British Guiana is in fact the fifth country in the world in which scouting was established; something all Guyanese should be very proud of. Back in the earlier days of Scouting in British Guiana, there was a wider range of scouting activities in the colony than pertains now in The Cooperative Republic of Guyana. Air and Sea Scouting, for example. “As a Sea Cub in 1957 under Mr Clarke, we practised at the TH&D Railroad dock on Water Street, immediately north of the Abattoir,” Griffith recalled. “In May 1958 (Griffith was just 10 years old at the time) the Cub Pack participated in a parade that included soldiers on the said wharf that greeted Princess Margaret (of the United Kingdom) upon her arrival in British Guiana aboard the Royal Yacht Britannia. After the parade, Cub Pack members visited the Yacht for a walk-around tour,” Griffith reminisced. His activities in scouting inculcated his desire and love for travelling all around the country of his birth. When he joined the Guyana Defence Force as one of its founding members, he was ready to go “From Pakaraimas Peaks of Power to Corentyne lush sands” and beyond, based on his previous scouting activities. Griffith was well equipped and ready for soldiering such as the attack and routing out of the Dutch invaders from the New River Triangle by ranks of the Guyana Defence Force.
Griffith was also active in a branch of scouting which no longer exists here in Guyana. “As a Sea Scout under Clement ‘Skip’ Gomes, we practised on a decaying wharf along the Demerara River located aback a sawmill immediately north of the Molasses Storage Depot,” he recalls.
“Like all scout troops we were organised in patrols and ours were all named after Guyanese fauna,” according to Robinson. “I was assigned to the new Mongoose Patrol as Patrol second to Wordsworth McAndrew. Robinson is a six-footer; McAndrew was just about 5’ 5’ in height. However, Robinson related the fact that Wordsworth McAndrew who became regarded as one of Guyana’s foremost folklorists, was well-loved and respected since, as a leading scout. “He was fondly known as ‘Scouter’ because he lived by the creed.” As we all know, “Scouter” Wordsworth McAndrew is regarded as one of Guyana’s foremost folklorists and poets. His “poem “Ole Higue” is one of the most popular Guyanese poems of all time. I have performed “Ole Higue” on four continents; North and South America, Europe and Australia. Like Wordsworth McAndrew, there are some great Guyanese who have had their groundings in the Scouting Movement over the past 110 years.

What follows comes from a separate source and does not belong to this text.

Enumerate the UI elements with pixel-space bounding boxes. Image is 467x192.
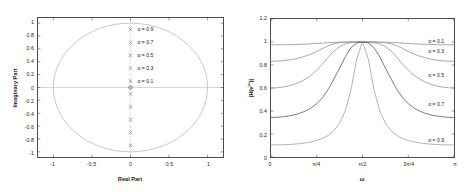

“Once a scout, the memories of your experiences never go away,” Griffith said. “As a scout, I was in the Pelican Patrol and we had a 10-man rowboat and a small sail Yacht named “Roseann” – the name of Skip Gomes’s daughter. We rowed the Demerara River on selected weekends towards the base (Atkinson Field – now Timehri) and would escort swimmers across the Demerara River. Camping included many weekend trips to Camp Jubilee in the base past the Red Water Creek.” Creeks, rivers, lakes and the Atlantic Ocean were stomping ‘grounds’ if you will, of the Sea Scouts in Guyana in past times. No longer active, maybe the Sea Scouts may be revived in this “The Land of many Waters” over the next 110 weeks; who knows. So, like the scouts, let the rest of us “Be Prepared.”